As the upper-class rapper, Dominic Frisbee gets the loudest reaction from his maniacal laugh rather than his material and sensibly keeps his appearance short but still sweet.

Noel Britten rounds off proceedings, his street entertainer origins showing as he disposes of tardy hecklers. His perky demeanour and simple but effective observations round off an evening which lives up to its title in every sense. (Mark Robertson)

I Big Value Comedy Show. . . Late (Fringe) Screaming Blue Murder Comedy. Cafe Royal (Venue 4 7) 556 2549, until 29 Aug (not 24) 70.30pm. £6.50.

COMEDY REVIEW The Divine David’s Spatial Awareness No.1 ****

Spatial tension: The Divine David

If Christopher Ishervvood had written about Paris in the 505 instead of pre- war Berlin he might have dreamed up a character like The Divine David. Imagine a kind of existential Sally Bowles, as well-read in Sartre as she is sussed about suspender belts. Or imagine Jacques Brel suddenly deciding to take up Japanese Kabuki Theatre and miming his vicious sexual satires in high heels, full face make-up and a kimono.

Here is a comedian, well established on the gay scene but on his first visit to Edinburgh, whose definition of camp is a million miles away from shiny, happy Australians in spangly dresses. His cod French accent is as chilling as it is cheering and his creaky companion is a washed out wreck named Jay Cloth.

The Divine David is a man who can spit out the word ‘capitalism', in a manner that is closer to Bertolt Brecht than Ben Elton. And who, above all, manages to be funny and serious and clever in a way you just can’t quite put your finger on.

There's no art cliché that he hasn't anticipated. He specialises in 'spatial awareness', pausing every so often in his show to ’make a shape'. He's at home with abstraction, he collects ‘found sounds' and he'll paint your portrait if you're lucky. When The Divine David starts to sketch, it is as though Rolf Harris has looked into the abyss and emerged - still painting - as a bitter chanteuse. (Moira Jeffrey)

I The Divine David's Spatial Awareness No.7 (Fringe) The Divine David, Gilded Balloon ll (Venue 38) 226 2757, until 30 Aug (not 23) 77. 75pm, £8 (£7).

COMEDY REVIEW Screamers Comedy Club ***

COMEDY REVIEW Reel Stories *t‘k

Cat's entertainment: Schrédinger’s Box

80 TIIE LIST 19—26 Aug 1999

Reel Stories is a high-speed rewind/fast forward through the history of Cinema, as acted out by four young comedians, whom, if you squint your eyes and fantasise a bit, look like Victor Mature, Joan Fontaine, Marlene Dietrich and Ed Norton.

From Chaplin through World War II movies to James Bond and with a couple of pit stops - Stars Wars (predictably) and Forrest Gump - it's intermittently funny and informative for the lay person.
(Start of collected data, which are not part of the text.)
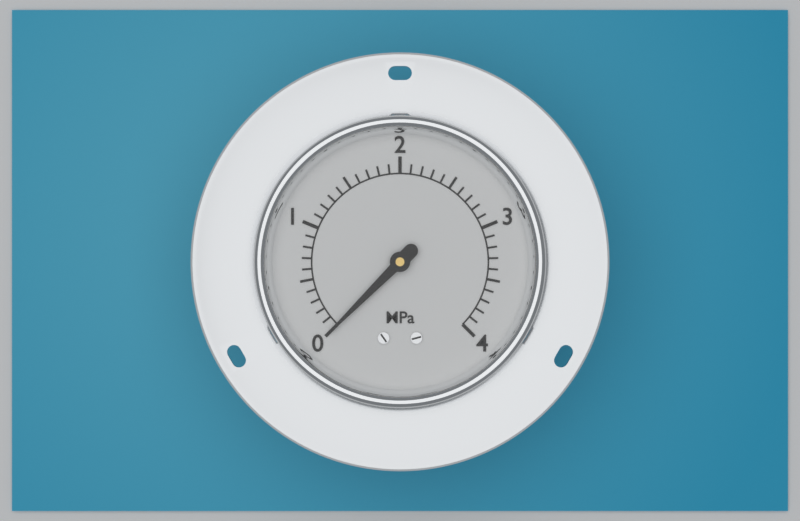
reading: 0.0 MPa
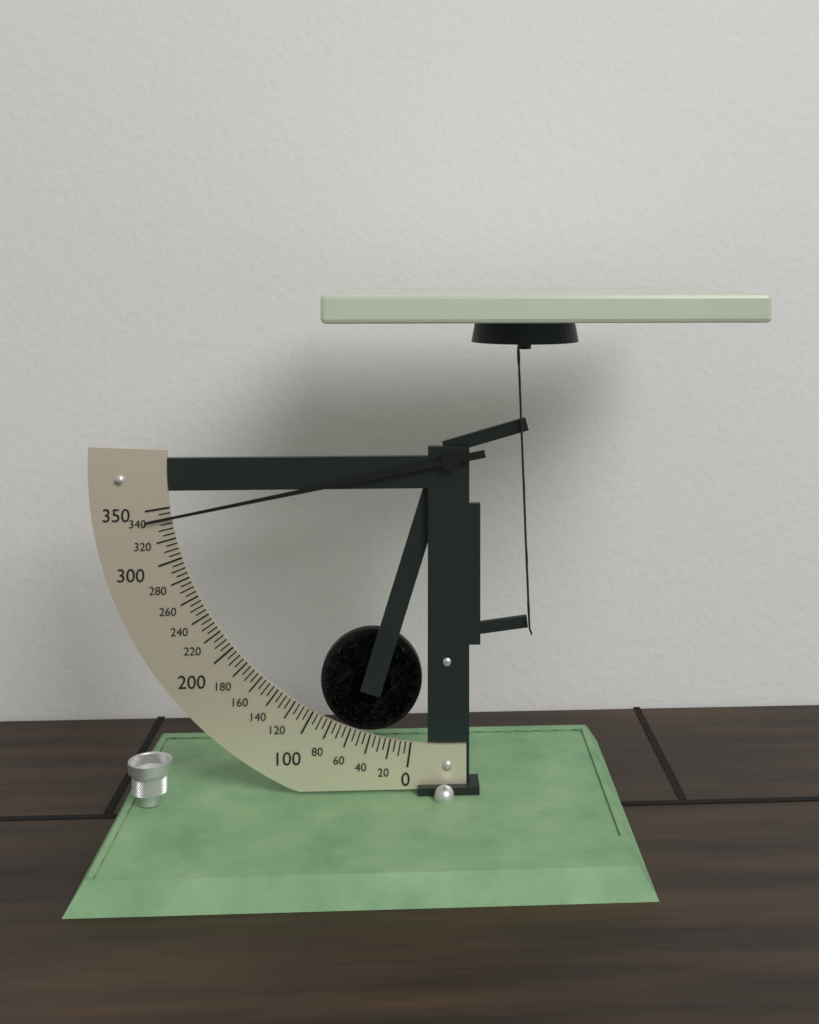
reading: 340 (no unit)
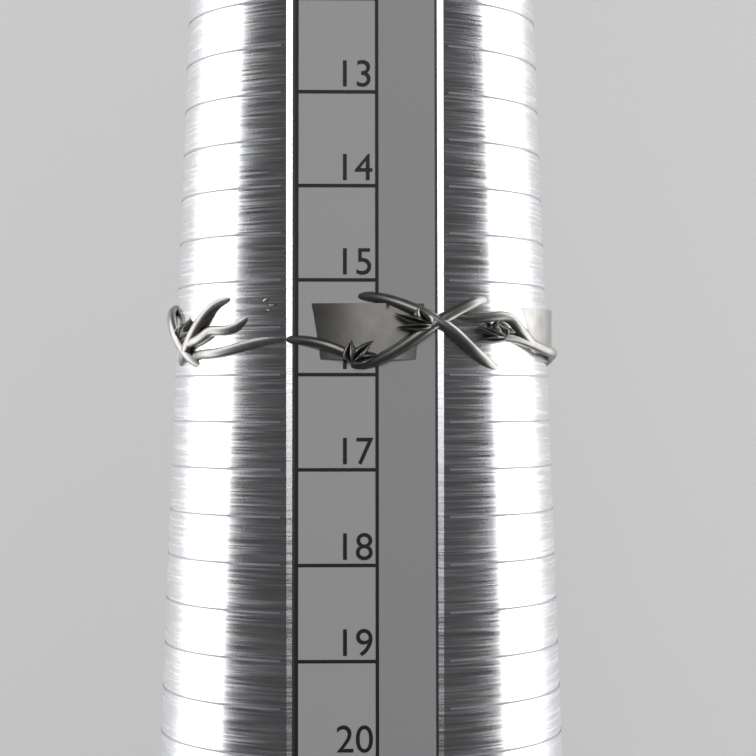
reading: 16.0 (no unit)
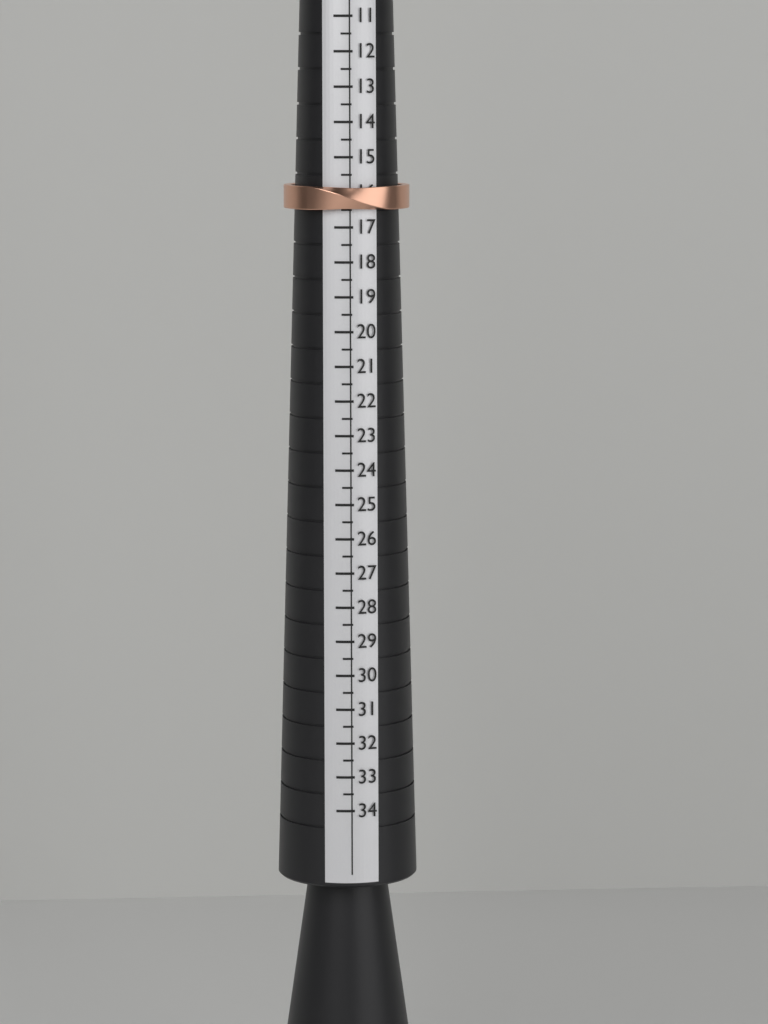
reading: 16.5 (no unit)
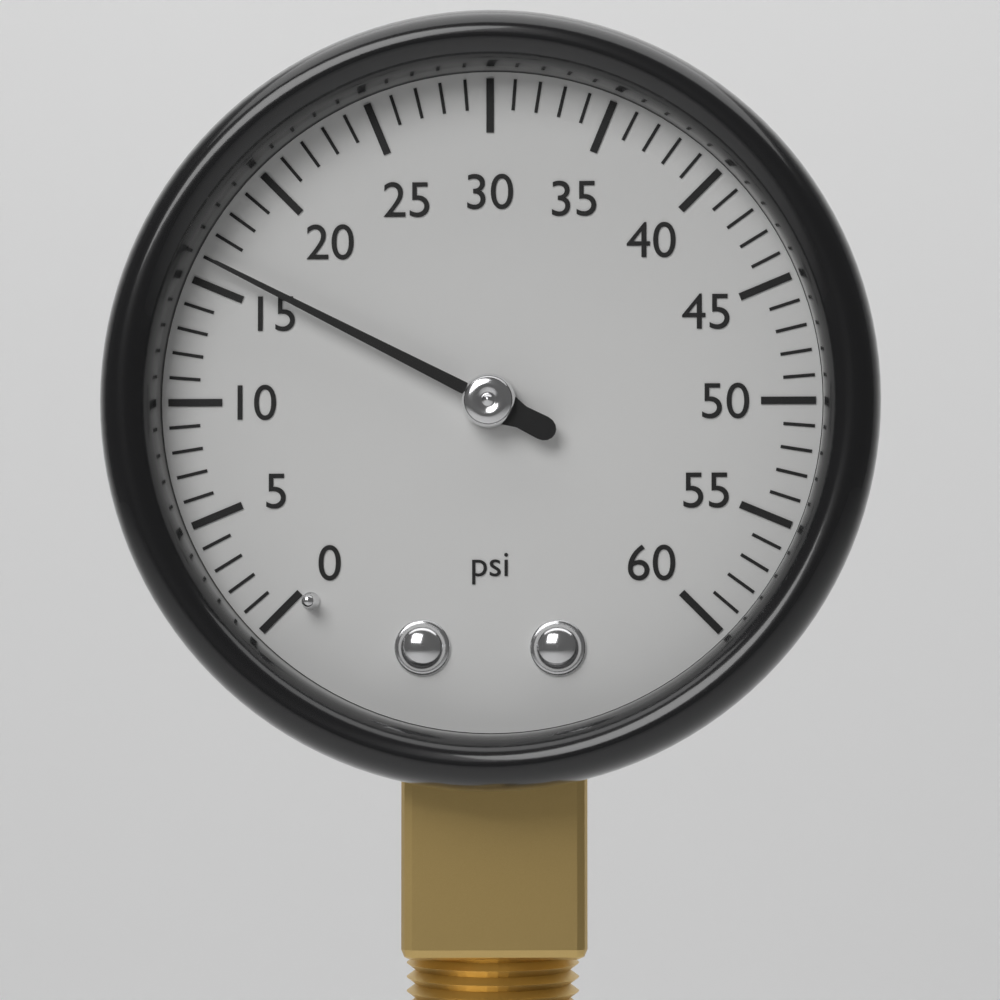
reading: 16 psi
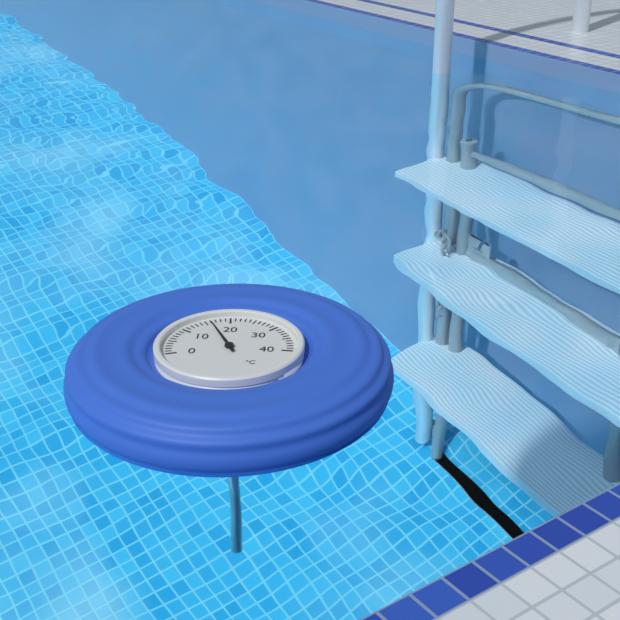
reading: 16 °C
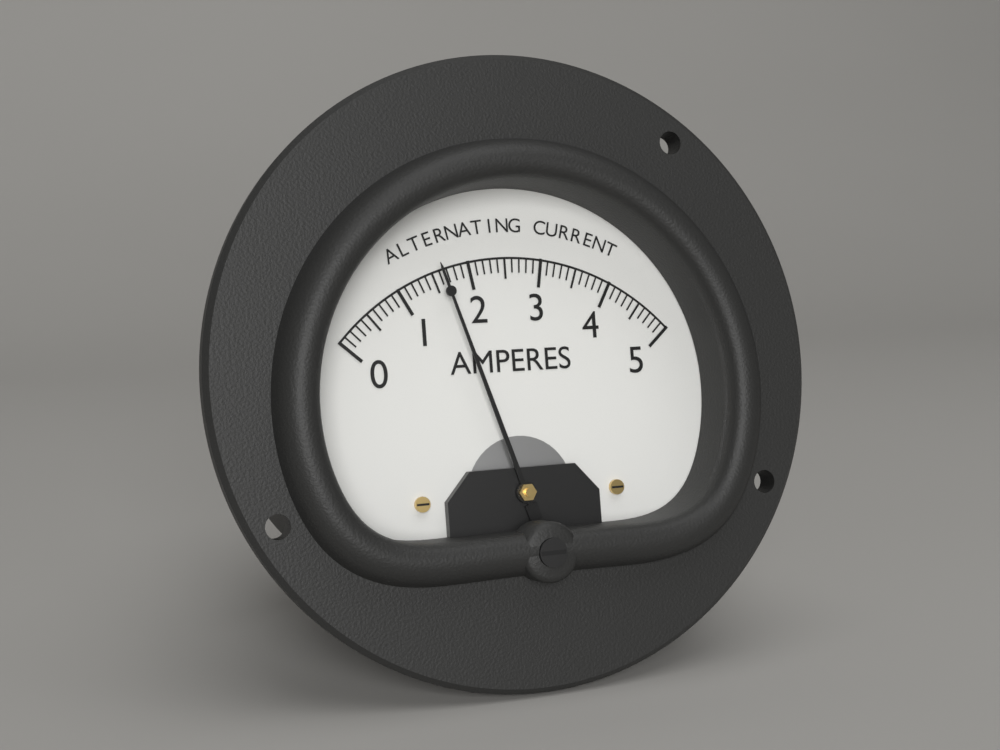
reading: 1.6 A
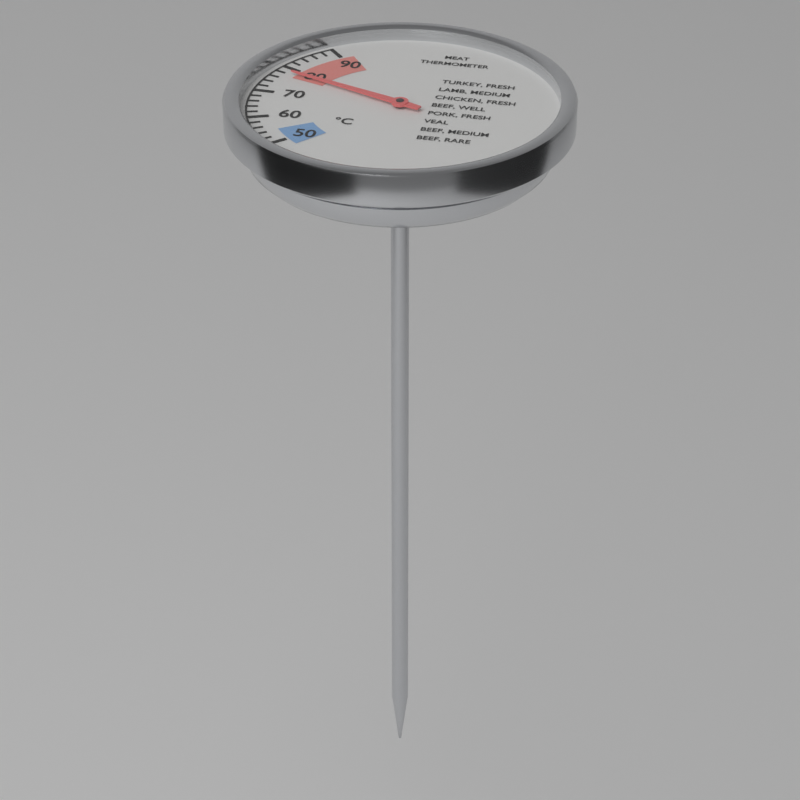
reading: 78 °C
The show abounds with energy, enthusiasm and a healthy abandon for professional polish and, you might argue, this is what the Fringe is really all about. (Miles Fielder)

I Reel Stories (Fringe) Glass Talisman, Greyfriar's Kirk House (Venue 28) 225 3626, anti/27 Aug, 77 . 700m, £5 (£4).

The divine Tina C and Miss Ali Jay are the accommodating hosts for an hour and a half‘s gay and lesbian stand-up entertainment. The line-up consisted of two local girls new to the circuit, Keara Murphy, the token heterosexual whose talent for impressions is quite outstanding, and Frankie Gallagher, a sharp chick with attitude and truly ridiculous shoes; Lee Ness, 'a gay Bernard Manning' apparently, who regales us with a song about his first Festival shag, while the headliner is the quick-witted, silly-haired James Holmes.